Chapter 113

YUKI ANSWERED HER PHONE on the first ring.

“He’s primed and the grill is hot,” I said. “You’re going to want to hear this.”

“Just marinate him a little. I’m bringing my appetite,” she said.

An hour later, I brought ADA Yuki Castellano into the interview room on the third floor of the Hall.

Ernesto Santana stood and shook her hand, and Lieutenant Hampton did the same. Guzman groused to Yuki, “You seriously work for the DA? How old are you? Twelve?”

“Old enough to have been certified in spotting bull,” she said. “Let’s get started, shall we?”

I took the photos out of the folder again, and Guzman said, “This girl — I don’t remember her name — she’s the one who tried to hire me. She’s connected back east. She contacted me through channels. I said I’d meet her.

“She was wearing a blond wig,” he went on. “I know because I saw long red hair coming out the back of that thing. She brought an envelope of small bills, tens and twenties. About a thousand bucks. She wanted me to take out the doctor. Candace Martin.”

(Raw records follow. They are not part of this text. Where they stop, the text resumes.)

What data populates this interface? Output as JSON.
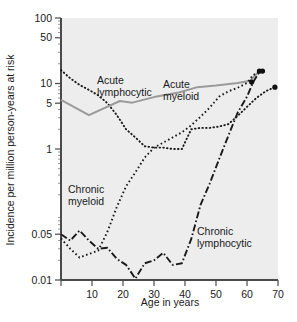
{
  "chart_data": {
    "type": "line",
    "title": "",
    "subtitle": "",
    "xlabel": "Age in years",
    "ylabel": "Incidence per million person-years at risk",
    "yscale": "log",
    "xlim": [
      0,
      70
    ],
    "ylim": [
      0.01,
      100
    ],
    "grid": false,
    "legend_position": "inline-annotations",
    "background": "#ededed",
    "xticks": [
      0,
      10,
      20,
      30,
      40,
      50,
      60,
      70
    ],
    "xtick_labels": [
      "",
      "10",
      "20",
      "30",
      "40",
      "50",
      "60",
      "70"
    ],
    "yticks": [
      0.01,
      0.05,
      1,
      5,
      10,
      50,
      100
    ],
    "ytick_labels": [
      "0.01",
      "0.05",
      "1",
      "5",
      "10",
      "50",
      "100"
    ],
    "series": [
      {
        "name": "Acute lymphocytic",
        "style": "dotted",
        "color": "#1a1a1a",
        "label_x": 97,
        "label_y": 84,
        "points": [
          [
            0,
            16.0
          ],
          [
            3,
            12.0
          ],
          [
            6,
            9.5
          ],
          [
            9,
            8.0
          ],
          [
            12,
            6.6
          ],
          [
            15,
            5.0
          ],
          [
            18,
            3.3
          ],
          [
            21,
            2.0
          ],
          [
            24,
            1.5
          ],
          [
            27,
            1.1
          ],
          [
            30,
            1.05
          ],
          [
            33,
            1.05
          ],
          [
            36,
            1.0
          ],
          [
            39,
            1.0
          ],
          [
            42,
            2.0
          ],
          [
            45,
            2.1
          ],
          [
            48,
            2.1
          ],
          [
            51,
            2.2
          ],
          [
            54,
            2.4
          ],
          [
            57,
            3.2
          ],
          [
            60,
            4.4
          ],
          [
            63,
            6.0
          ],
          [
            66,
            7.6
          ],
          [
            69,
            8.8
          ]
        ]
      },
      {
        "name": "Acute myeloid",
        "style": "solid",
        "color": "#9a9a9a",
        "label_x": 163,
        "label_y": 88,
        "points": [
          [
            0,
            5.6
          ],
          [
            9,
            3.3
          ],
          [
            19,
            5.4
          ],
          [
            23,
            5.1
          ],
          [
            30,
            6.2
          ],
          [
            38,
            7.3
          ],
          [
            44,
            8.8
          ],
          [
            50,
            9.3
          ],
          [
            57,
            10.2
          ],
          [
            61,
            11.0
          ],
          [
            64,
            15.5
          ]
        ]
      },
      {
        "name": "Chronic myeloid",
        "style": "dashed",
        "color": "#1a1a1a",
        "label_x": 68,
        "label_y": 193,
        "points": [
          [
            0,
            0.043
          ],
          [
            3,
            0.03
          ],
          [
            6,
            0.022
          ],
          [
            9,
            0.025
          ],
          [
            12,
            0.028
          ],
          [
            15,
            0.055
          ],
          [
            18,
            0.13
          ],
          [
            21,
            0.27
          ],
          [
            24,
            0.44
          ],
          [
            27,
            0.74
          ],
          [
            30,
            1.05
          ],
          [
            33,
            1.25
          ],
          [
            36,
            1.5
          ],
          [
            39,
            1.8
          ],
          [
            42,
            2.3
          ],
          [
            45,
            3.1
          ],
          [
            48,
            4.3
          ],
          [
            51,
            6.3
          ],
          [
            54,
            7.6
          ],
          [
            57,
            8.6
          ],
          [
            60,
            10.2
          ],
          [
            62,
            13.5
          ],
          [
            65,
            15.5
          ]
        ]
      },
      {
        "name": "Chronic lymphocytic",
        "style": "dashdot",
        "color": "#1a1a1a",
        "label_x": 197,
        "label_y": 235,
        "points": [
          [
            0,
            0.05
          ],
          [
            3,
            0.04
          ],
          [
            6,
            0.057
          ],
          [
            9,
            0.04
          ],
          [
            12,
            0.03
          ],
          [
            15,
            0.031
          ],
          [
            18,
            0.021
          ],
          [
            21,
            0.017
          ],
          [
            24,
            0.0105
          ],
          [
            27,
            0.018
          ],
          [
            30,
            0.02
          ],
          [
            33,
            0.026
          ],
          [
            36,
            0.017
          ],
          [
            39,
            0.018
          ],
          [
            42,
            0.042
          ],
          [
            45,
            0.14
          ],
          [
            48,
            0.3
          ],
          [
            51,
            0.7
          ],
          [
            54,
            1.6
          ],
          [
            57,
            3.6
          ],
          [
            60,
            6.3
          ],
          [
            62,
            10.5
          ],
          [
            64,
            15.0
          ]
        ]
      }
    ],
    "endpoint_markers": [
      {
        "series": "Acute myeloid",
        "x": 64,
        "y": 15.5
      },
      {
        "series": "Chronic myeloid",
        "x": 65,
        "y": 15.5
      },
      {
        "series": "Chronic lymphocytic",
        "x": 61.5,
        "y": 10.5
      },
      {
        "series": "Acute lymphocytic",
        "x": 69,
        "y": 8.8
      }
    ],
    "annotations": [
      {
        "text_line1": "Acute",
        "text_line2": "lymphocytic"
      },
      {
        "text_line1": "Acute",
        "text_line2": "myeloid"
      },
      {
        "text_line1": "Chronic",
        "text_line2": "myeloid"
      },
      {
        "text_line1": "Chronic",
        "text_line2": "lymphocytic"
      }
    ]
  }
}
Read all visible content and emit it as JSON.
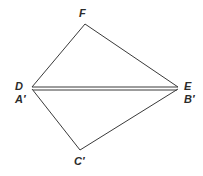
{
  "figure": {
    "type": "geometry-diagram",
    "background_color": "#ffffff",
    "stroke_color": "#3a3a3a",
    "label_color": "#2b2b2b",
    "width": 203,
    "height": 176,
    "vertices": [
      {
        "id": "F",
        "label": "F",
        "x": 85,
        "y": 24
      },
      {
        "id": "D",
        "label": "D",
        "x": 32,
        "y": 88
      },
      {
        "id": "A'",
        "label": "A′",
        "x": 32,
        "y": 88
      },
      {
        "id": "E",
        "label": "E",
        "x": 178,
        "y": 88
      },
      {
        "id": "B'",
        "label": "B′",
        "x": 178,
        "y": 88
      },
      {
        "id": "C'",
        "label": "C′",
        "x": 80,
        "y": 150
      }
    ],
    "edges": [
      {
        "id": "DF",
        "from": "D",
        "to": "F",
        "x1": 32,
        "y1": 87,
        "x2": 85,
        "y2": 24
      },
      {
        "id": "FE",
        "from": "F",
        "to": "E",
        "x1": 85,
        "y1": 24,
        "x2": 178,
        "y2": 87
      },
      {
        "id": "DE",
        "from": "D",
        "to": "E",
        "x1": 32,
        "y1": 87,
        "x2": 178,
        "y2": 87
      },
      {
        "id": "A'B'",
        "from": "A'",
        "to": "B'",
        "x1": 33,
        "y1": 90,
        "x2": 177,
        "y2": 90
      },
      {
        "id": "A'C'",
        "from": "A'",
        "to": "C'",
        "x1": 32,
        "y1": 90,
        "x2": 80,
        "y2": 150
      },
      {
        "id": "C'B'",
        "from": "C'",
        "to": "B'",
        "x1": 80,
        "y1": 150,
        "x2": 178,
        "y2": 90
      }
    ],
    "labels": {
      "apex_top": "F",
      "left_upper": "D",
      "left_lower": "A′",
      "right_upper": "E",
      "right_lower": "B′",
      "apex_bottom": "C′"
    }
  }
}
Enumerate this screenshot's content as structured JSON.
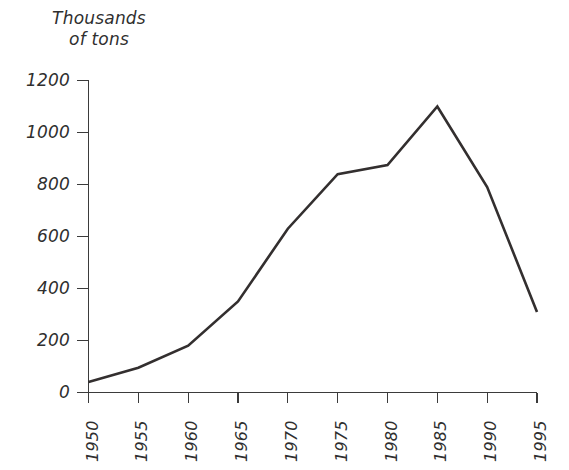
{
  "chart_data": {
    "type": "line",
    "title": "Thousands\nof tons",
    "title_line1": "Thousands",
    "title_line2": "of tons",
    "xlabel": "",
    "ylabel": "Thousands of tons",
    "categories": [
      "1950",
      "1955",
      "1960",
      "1965",
      "1970",
      "1975",
      "1980",
      "1985",
      "1990",
      "1995"
    ],
    "x": [
      1950,
      1955,
      1960,
      1965,
      1970,
      1975,
      1980,
      1985,
      1990,
      1995
    ],
    "values": [
      40,
      95,
      180,
      350,
      630,
      840,
      875,
      1100,
      790,
      310
    ],
    "series": [
      {
        "name": "Thousands of tons",
        "values": [
          40,
          95,
          180,
          350,
          630,
          840,
          875,
          1100,
          790,
          310
        ]
      }
    ],
    "ylim": [
      0,
      1200
    ],
    "xlim": [
      1950,
      1995
    ],
    "yticks": [
      0,
      200,
      400,
      600,
      800,
      1000,
      1200
    ],
    "ytick_labels": [
      "0",
      "200",
      "400",
      "600",
      "800",
      "1000",
      "1200"
    ],
    "xtick_labels": [
      "1950",
      "1955",
      "1960",
      "1965",
      "1970",
      "1975",
      "1980",
      "1985",
      "1990",
      "1995"
    ],
    "grid": false,
    "legend": false,
    "legend_position": "none",
    "xtick_label_rotation": -90,
    "annotations": [],
    "colors": {
      "background": "#ffffff",
      "line": "#332f2f",
      "axis": "#3b3b3b",
      "text": "#2f2f2f"
    }
  }
}
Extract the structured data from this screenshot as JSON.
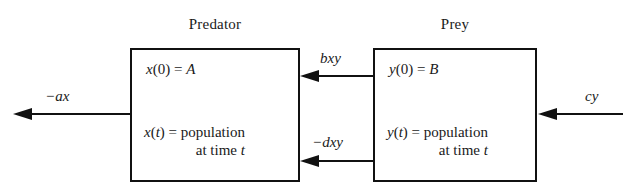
{
  "diagram": {
    "type": "predator-prey-flow-diagram",
    "background_color": "#ffffff",
    "stroke_color": "#111111"
  },
  "predator": {
    "title": "Predator",
    "initial_condition": "x(0) = A",
    "population_line_1": "x(t) = population",
    "population_line_2": "at time t"
  },
  "prey": {
    "title": "Prey",
    "initial_condition": "y(0) = B",
    "population_line_1": "y(t) = population",
    "population_line_2": "at time t"
  },
  "flows": {
    "predator_out": "−ax",
    "prey_to_predator": "bxy",
    "predator_to_prey": "−dxy",
    "prey_in": "cy"
  }
}
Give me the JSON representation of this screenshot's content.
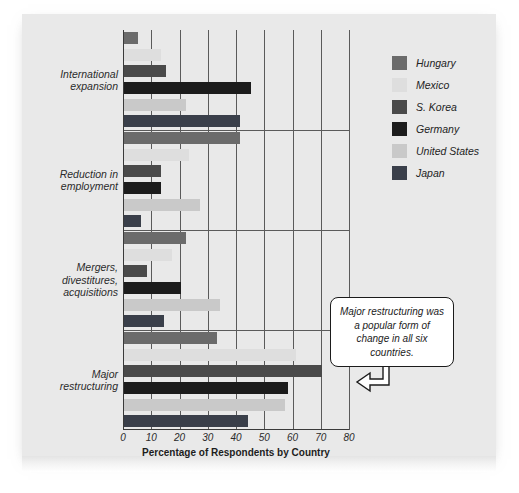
{
  "chart_data": {
    "type": "bar",
    "orientation": "horizontal",
    "title": "",
    "xlabel": "Percentage of Respondents by Country",
    "ylabel": "",
    "xlim": [
      0,
      80
    ],
    "xticks": [
      0,
      10,
      20,
      30,
      40,
      50,
      60,
      70,
      80
    ],
    "grid": true,
    "legend_position": "right",
    "categories": [
      "International expansion",
      "Reduction in employment",
      "Mergers, divestitures, acquisitions",
      "Major restructuring"
    ],
    "series": [
      {
        "name": "Hungary",
        "color": "#6b6b6b",
        "values": [
          5,
          41,
          22,
          33
        ]
      },
      {
        "name": "Mexico",
        "color": "#dedede",
        "values": [
          13,
          23,
          17,
          61
        ]
      },
      {
        "name": "S. Korea",
        "color": "#4a4a4a",
        "values": [
          15,
          13,
          8,
          70
        ]
      },
      {
        "name": "Germany",
        "color": "#1c1c1c",
        "values": [
          45,
          13,
          20,
          58
        ]
      },
      {
        "name": "United States",
        "color": "#c9c9c9",
        "values": [
          22,
          27,
          34,
          57
        ]
      },
      {
        "name": "Japan",
        "color": "#3a3f4a",
        "values": [
          41,
          6,
          14,
          44
        ]
      }
    ],
    "annotations": [
      {
        "text": "Major restructuring was a popular form of change in all six countries.",
        "points_to": "Major restructuring",
        "arrow": "left"
      }
    ]
  },
  "axis": {
    "xlabel": "Percentage of Respondents by Country",
    "tick_labels": [
      "0",
      "10",
      "20",
      "30",
      "40",
      "50",
      "60",
      "70",
      "80"
    ]
  },
  "categories": [
    {
      "line1": "International",
      "line2": "expansion",
      "line3": ""
    },
    {
      "line1": "Reduction in",
      "line2": "employment",
      "line3": ""
    },
    {
      "line1": "Mergers,",
      "line2": "divestitures,",
      "line3": "acquisitions"
    },
    {
      "line1": "Major",
      "line2": "restructuring",
      "line3": ""
    }
  ],
  "legend": {
    "items": [
      {
        "label": "Hungary",
        "color": "#6b6b6b"
      },
      {
        "label": "Mexico",
        "color": "#dedede"
      },
      {
        "label": "S. Korea",
        "color": "#4a4a4a"
      },
      {
        "label": "Germany",
        "color": "#1c1c1c"
      },
      {
        "label": "United States",
        "color": "#c9c9c9"
      },
      {
        "label": "Japan",
        "color": "#3a3f4a"
      }
    ]
  },
  "callout": {
    "text": "Major restructuring was a popular form of change in all six countries."
  }
}
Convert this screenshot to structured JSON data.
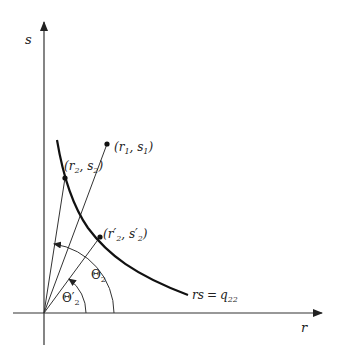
{
  "diagram": {
    "type": "geometric-plot",
    "axes": {
      "x_label": "r",
      "y_label": "s"
    },
    "curve": {
      "label_lhs": "rs",
      "label_eq": "=",
      "label_rhs": "q",
      "label_rhs_sub": "22"
    },
    "points": [
      {
        "id": "p1",
        "label_open": "(r",
        "sub1": "1",
        "comma": ", s",
        "sub2": "1",
        "label_close": ")"
      },
      {
        "id": "p2",
        "label_open": "(r",
        "sub1": "2",
        "comma": ", s",
        "sub2": "2",
        "label_close": ")"
      },
      {
        "id": "p2prime",
        "label_open": "(r′",
        "sub1": "2",
        "comma": ", s′",
        "sub2": "2",
        "label_close": ")"
      }
    ],
    "angles": [
      {
        "id": "theta2",
        "symbol": "Θ",
        "sub": "2"
      },
      {
        "id": "theta2prime",
        "symbol": "Θ′",
        "sub": "2"
      }
    ]
  }
}
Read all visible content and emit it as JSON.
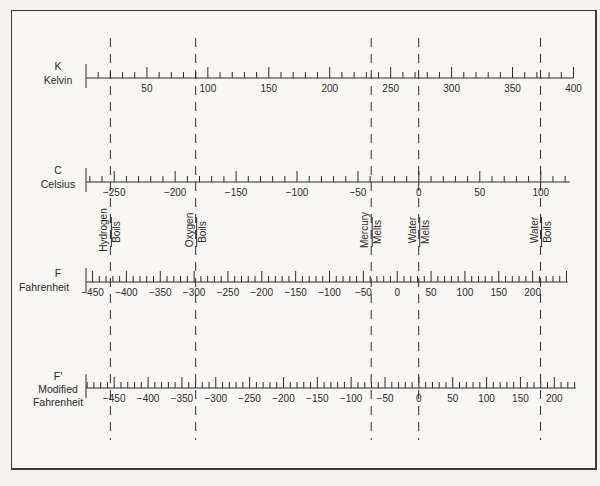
{
  "scales": [
    {
      "id": "kelvin",
      "symbol": "K",
      "name": "Kelvin",
      "tick_labels": [
        "50",
        "100",
        "150",
        "200",
        "250",
        "300",
        "350",
        "400"
      ]
    },
    {
      "id": "celsius",
      "symbol": "C",
      "name": "Celsius",
      "tick_labels": [
        "−250",
        "−200",
        "−150",
        "−100",
        "−50",
        "0",
        "50",
        "100"
      ]
    },
    {
      "id": "fahrenheit",
      "symbol": "F",
      "name": "Fahrenheit",
      "tick_labels": [
        "−450",
        "−400",
        "−350",
        "−300",
        "−250",
        "−200",
        "−150",
        "−100",
        "−50",
        "0",
        "50",
        "100",
        "150",
        "200"
      ]
    },
    {
      "id": "modified-fahrenheit",
      "symbol": "F′",
      "name_line1": "Modified",
      "name_line2": "Fahrenheit",
      "tick_labels": [
        "−450",
        "−400",
        "−350",
        "−300",
        "−250",
        "−200",
        "−150",
        "−100",
        "−50",
        "0",
        "50",
        "100",
        "150",
        "200"
      ]
    }
  ],
  "reference_points": [
    {
      "id": "hydrogen-boils",
      "line1": "Hydrogen",
      "line2": "Boils",
      "kelvin": 20
    },
    {
      "id": "oxygen-boils",
      "line1": "Oxygen",
      "line2": "Boils",
      "kelvin": 90
    },
    {
      "id": "mercury-melts",
      "line1": "Mercury",
      "line2": "Melts",
      "kelvin": 234
    },
    {
      "id": "water-melts",
      "line1": "Water",
      "line2": "Melts",
      "kelvin": 273
    },
    {
      "id": "water-boils",
      "line1": "Water",
      "line2": "Boils",
      "kelvin": 373
    }
  ]
}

“You’re saying she ordered a hit?”

“Yeah. She brought money and a picture.”

I found Guzman more believable than I’d found Ellen Lafferty, who’d insisted she’d been doing an errand for Dennis Martin. That she didn’t know who Guzman was. That she didn’t know what was in the envelope.

“Go on,” I said.

“I said to this chick, ‘Thanks, but you’re crazy. I don’t know where you got my name from, but this is not exactly my line of work.’”

“Okay, Mr. Guzman. We’ll check out your story.”

“Check it out?” he said. “Check out what? You think that bitch is going to admit to wanting to have the doctor whacked? Candace Martin is alive, right? What more proof do you need?”

“Ms. Castellano,” I said. “Have you got enough to charge Ellen Lafferty with solicitation of first-degree murder?”

“I do, indeed,” she said. “And I’ll be following up on that in the morning. Mr. Santana, I’ll shelve the murder charge against your client for now. Sleep tight, Mr. Guzman.”

Chapter 114

YUKI AND I left the Hall together in silence. We briefly clasped hands in the elevator, then walked out to Yuki’s Acura parked outside the ME’s office. We got into her car and sat staring out at the dim streetlight in the parking lot.

I was thinking that I’d gone way over the line. That Brady was going to nail my hide to the squad room door if this plan of mine didn’t pay off, and maybe even if it did. I’d gone above, around, and behind my superior in investigating the Martin case, and saying “I was working on my own time” sounded lame, even to me.

Yuki was lost in her own thoughts.

I was about to break the silence and ask her to talk to me, when a car door slammed on the far side of the lot. I looked over my shoulder.

“Okay, she’s here,” I said.

A minute later, the back door opened and Cindy slipped into the backseat.

“I can’t believe Richie let you out at four in the morning,” Yuki said.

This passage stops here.